If everyone were like me, people would be decent to each other but not much would get done. No buildings or skyscrapers would be built, probably just one- or two-story wooden shelters. We’d probably be back at early 1800’s technology, because no single person would have much drive to create. It would have to be sporadic spurts of slowly contagious inspiration hitting people in different places.

Society would be libertarian: There would be, in each person’s insularity, no communal assumptions such as welfare and “rights” to medical care or shelter. But we’d all want to give enough to keep unfortunate people from falling beneath the waves. Criminals would be psychotherapized to see if they’re corrigible. If not, they’d be sent far away, to an island where they could grow their own food and be messed up amongst themselves. This is because compassion would only go about as far as you can throw a softball.

There would be no people with big nonsense ideas like “women are inferior” or “God loves America” or “Islam is the motherlode of bad ideas.” These are delusory generalizations, and people would be grounded in their earliest childhood injuries and their organic feelings, so no irrational delusions would grow from them.

There would be love and love affairs, but very abortive torrid romances. Torrid romances are seemingly good-feeling neuroses coming from starved needs in childhood. People might have children: It would be a flip-of-the-coin thing.
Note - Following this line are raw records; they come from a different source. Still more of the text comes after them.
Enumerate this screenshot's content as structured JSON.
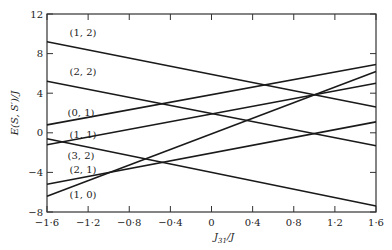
{
  "chart_data": {
    "type": "line",
    "title": "",
    "xlabel": "J_31/J",
    "ylabel": "E(S, S')/J",
    "xlim": [
      -1.6,
      1.6
    ],
    "ylim": [
      -8,
      12
    ],
    "grid": false,
    "legend": "inline labels",
    "x_ticks": [
      -1.6,
      -1.2,
      -0.8,
      -0.4,
      0,
      0.4,
      0.8,
      1.2,
      1.6
    ],
    "x_tick_labels": [
      "−1·6",
      "−1·2",
      "−0·8",
      "−0·4",
      "0",
      "0·4",
      "0·8",
      "1·2",
      "1·6"
    ],
    "y_ticks": [
      -8,
      -4,
      0,
      4,
      8,
      12
    ],
    "y_tick_labels": [
      "−8",
      "−4",
      "0",
      "4",
      "8",
      "12"
    ],
    "x": [
      -1.6,
      1.6
    ],
    "series": [
      {
        "name": "(1, 2)",
        "values": [
          9.2,
          2.6
        ],
        "label_pos": [
          -1.38,
          9.8
        ]
      },
      {
        "name": "(2, 2)",
        "values": [
          5.2,
          -1.3
        ],
        "label_pos": [
          -1.38,
          5.8
        ]
      },
      {
        "name": "(0, 1)",
        "values": [
          0.8,
          6.9
        ],
        "label_pos": [
          -1.4,
          1.7
        ]
      },
      {
        "name": "(1, 1)",
        "values": [
          -1.2,
          5.0
        ],
        "label_pos": [
          -1.38,
          -0.5
        ]
      },
      {
        "name": "(3, 2)",
        "values": [
          -0.6,
          -7.4
        ],
        "label_pos": [
          -1.4,
          -2.6
        ]
      },
      {
        "name": "(2, 1)",
        "values": [
          -5.2,
          1.1
        ],
        "label_pos": [
          -1.38,
          -4.1
        ]
      },
      {
        "name": "(1, 0)",
        "values": [
          -6.4,
          6.2
        ],
        "label_pos": [
          -1.38,
          -6.6
        ]
      }
    ]
  },
  "axes": {
    "xlabel_main": "J",
    "xlabel_sub": "31",
    "xlabel_rest": "/J",
    "ylabel": "E(S, S′)/J"
  }
}
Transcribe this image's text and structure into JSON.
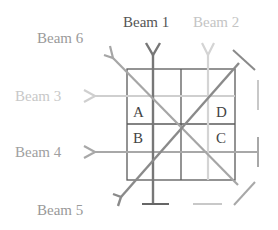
{
  "diagram": {
    "beams": [
      {
        "id": "beam-1",
        "label": "Beam 1",
        "color": "#6e6e6e"
      },
      {
        "id": "beam-2",
        "label": "Beam 2",
        "color": "#c8c8c8"
      },
      {
        "id": "beam-3",
        "label": "Beam 3",
        "color": "#c8c8c8"
      },
      {
        "id": "beam-4",
        "label": "Beam 4",
        "color": "#9a9a9a"
      },
      {
        "id": "beam-5",
        "label": "Beam 5",
        "color": "#8a8a8a"
      },
      {
        "id": "beam-6",
        "label": "Beam 6",
        "color": "#a0a0a0"
      }
    ],
    "cells": {
      "a": "A",
      "b": "B",
      "c": "C",
      "d": "D"
    },
    "grid_color": "#555555"
  }
}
Some scientists would be (going against my 1800’s technology idea) very gung-ho about the universe and getting to other planets and galaxies. That is because the here-and-now and lived reality would not feel satisfying and they’d want to live a dream. They’d want to go to the great mystery, hoping for answers from God, or the presence of a great father like Tom Bombadil, or a home where they are children with ice cream and fireworks and musical peace and tucked-in warm beds forever.

There would be way too much simple, pretty, diatonic harmony go-nowhere “new age”-type music, no heroic and cosmically driven or id-driven creations like Rachmaninoff or Stravinsky. Jazz wouldn’t exist as it makes not the slightest sense and comes from no authentic mood, just some faux-attitudinal pretension of coolness.

Situation comedies and dramas would last for only six or so episodes, because all the characters would just go to therapy and stop farting around.

People would crash and burn in a mood-state of utmost nihilism, then would recover and go on with their lives.

Late at night, every night all over the world, there’d be millions and millions of campfires and tents on front lawns and friendship circles and solitary travelers and walkers and wanderers breathing the dark and the aromas, wondering What is this?, being depressed and in love and feeling glorious and empty and wondering What have I not realized?